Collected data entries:
* * * * * * *
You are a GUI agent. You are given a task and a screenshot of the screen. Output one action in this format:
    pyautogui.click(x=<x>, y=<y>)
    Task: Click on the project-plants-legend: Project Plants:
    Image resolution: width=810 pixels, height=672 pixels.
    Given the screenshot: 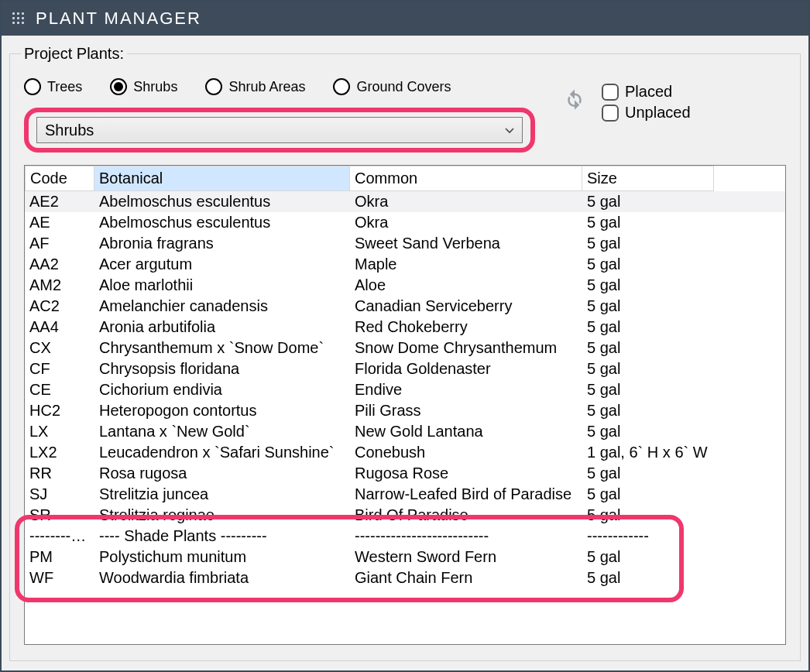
* * * * * * *
• _EXERCISE PROMPT_
Every line above should be retyped exactly; the pictures do not belong in the copy.

• _FINISHED TASK_
You are a GUI agent. You are given a task and a screenshot of the screen. Output one action in this format:
    pyautogui.click(x=<x>, y=<y>)
    Task: Click on the project-plants-legend: Project Plants:
    Image resolution: width=810 pixels, height=672 pixels.
    Given the screenshot: 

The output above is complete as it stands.